It was my turn on the flat cleaning rota the other night, which, if nothing else, gave me turn to meditate on a feature of many kitchens, which I think is utterly superfluous, but still persists to linger on, like a kitchen based appendix (the wasted, vestigal stomach in the human body, rather than the bit at the back of that textbook you never read).
I'm talking about washing up bowls, and I'd like to invite each and every one of you to explain what practical purpose they serve. Feel free to use simple, childlike terms and intonation, diagrams, pictionary style sketches, or, if you
peep me on the real (I can often be found in the Hermit's Cave holding forth about such trivia) maybe you'd prefer to communicate through the medium of mime, charades style.
Be as patronising as you wish, only please, can someone explain, 'cause I just don't get it.
Ok first and foremost I realise you can wash things up in them, but then you could also wash things up in the sink they're placed inside. To use an analogy it seems like placing a slightly smaller bath within an existing bath when bathing. Or building a house only to live in a shed inside it.
The restricted space the bowl allows basically means that you have less room to manipulate the crocks, less elbow room to grease the elbows so to speak.
But probably the worst thing about them is their materials however – as being constructed from low grade plastic they are subject to inummerable abrasions from the cutlery that shimmies daily across it's surface, or the scalding pans that brand weals into it.
These no doubt act as a matrix for a rogues gallery of bacteria, for whom the washing up bowl is probably to germs as the Costa Del Sol is to ex-pat British felons: Warm and accomodating.
Despite being cleaned regularly with the bleach equivalent of shock and awe, ours has still managed to acquire a 24/7 greasy sepia tinge, and a bum-fluff beard of frayed plastic. It looks rank. If it was a person it'd probably be someone like one of Roald Dahl's twits.. certainly no-one you'd want in your kitchen, let alone your sink.
Doubtless someone is thinking:
"why don't you just replace it then, if it's so manky?"
But I don't want to. I don't want another one when there's a perfectly good stainless steel sink there that everyone seems to forget about. I almost want to suggest flinging it out at a house meeting but I'm sure I'll just be met with an awkward, uncomprehending silence, because, of course, the bowl
is the sink: and I might as well suggest we go and wash our dishes in the blood of newborn badgers for want of any consensual response.
In one place I lived in, the bowl (and I will stop going on about this soon, I promise) was circular, and only fractionally larger than a dinner plate, so when plates were stacked within and you needed to wash them you either required a gecko-like adhesive touch (which would be better served fighting crime) or to upend the lot into the sink anyway. Arrrrgh!
I used to hide it, but my housemate would simply find it and re-manifest it back in place like it was some kitchen based groundhog day – a utensil themed cycle of eternal recurrence. But why?
There was a piece in the Metro recently discussing the imminent relaunch of Smash, which for anyone lucky enough to have been not born yet or dead at the time, is what happens when people pretend something tastes like potato when it doesn't. It seems odd to think that in these nefarious, virgin olive drizzled times, anyone could excited about a powdered substance that isn't typically inhaled in toilet cubicles, but the allure here is nostalgia, apparently. People just have an unquestioning affection for the chintz that lurked in the cupboards and kitchens of their youth.
Another prime example of this would be those plastic swing top bins, which on the surface were really neat, but whose central design conceit (the swingy bit) was actually flawed, in that it either got too full to swing (though don't we all, eh?), or the act of scraping leftover food in would typically deposit a slug trail of food
on the bin's lid.Evolutionary pressures do seem to have edged that one out the door, somewhat, but in the washing up bowl a true design parasite persists, good friends, attached, remora like, to the seamy underbelly of the nations kitchens. A simple chrome sink, or ceramic basin will suffice for my loft appartment and/or country pile (if and when I come into posession of either).
So to return to my original point, is anyone up to the challenge of defending the humble 'washing up bowl'? can anyone be arsed? I suppose there is an industry built around the construction of this tat, so it's continued popularity probably ensures a subset of the nation's injection moulders have got jobs to go to on an industrial estate somewhere, but otherwise, I'm quite literally, not buying it.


Assignment. Give an exact reproduction of the lines from the one with "Locate an element on the screen." to the final line of the entries below, both ends included, and omit the pictures.

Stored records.
[Start of Attachment]
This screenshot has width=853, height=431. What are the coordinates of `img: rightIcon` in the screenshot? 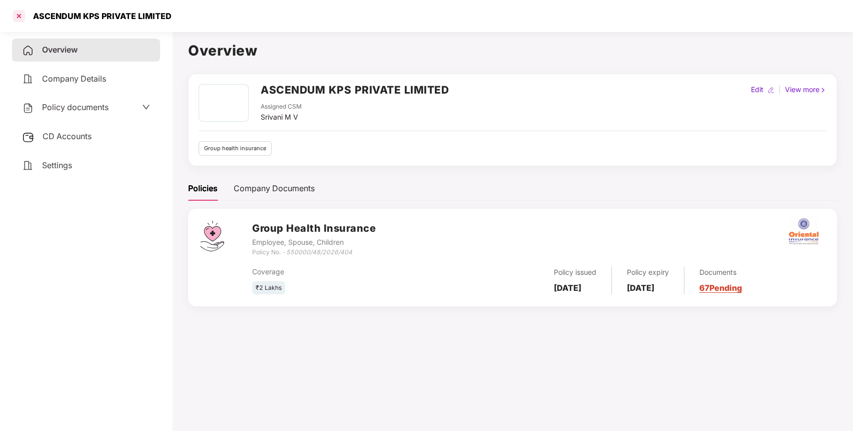 It's located at (823, 90).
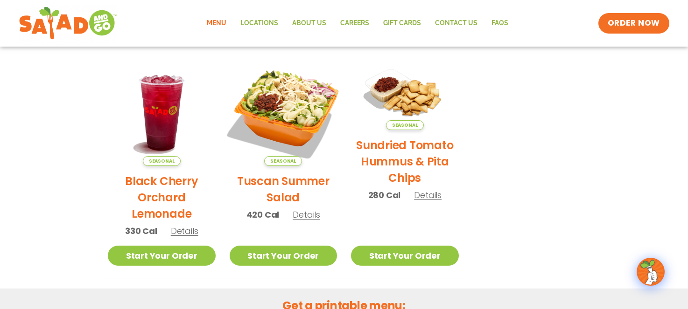  I want to click on h2: Sundried Tomato Hummus & Pita Chips, so click(405, 162).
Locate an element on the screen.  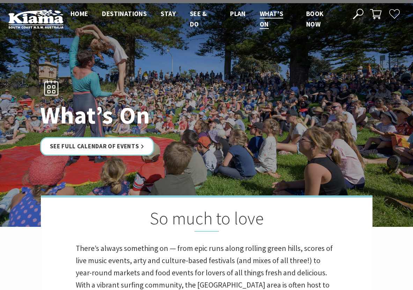
span: Home is located at coordinates (79, 14).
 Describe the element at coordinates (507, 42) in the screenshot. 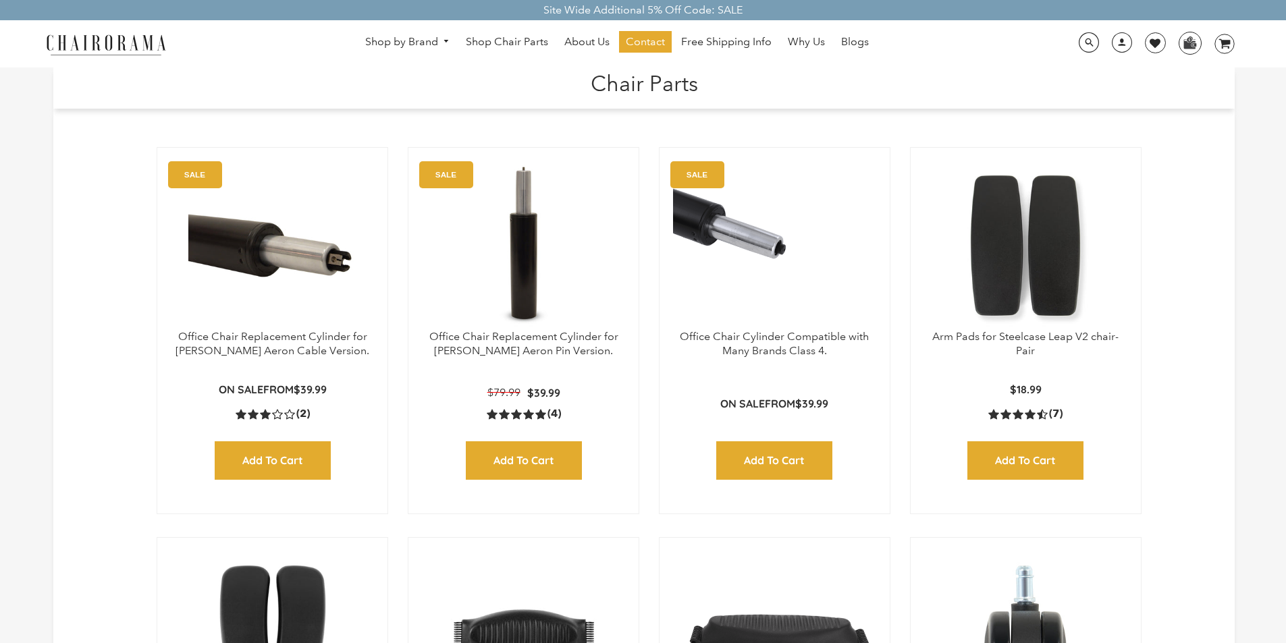

I see `a: Shop Chair Parts` at that location.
[End of Attachment]
Result of the exercise.
Locate an element on the screen.  
span: Home is located at coordinates (79, 14).
 Describe the element at coordinates (507, 42) in the screenshot. 

I see `a: Shop Chair Parts` at that location.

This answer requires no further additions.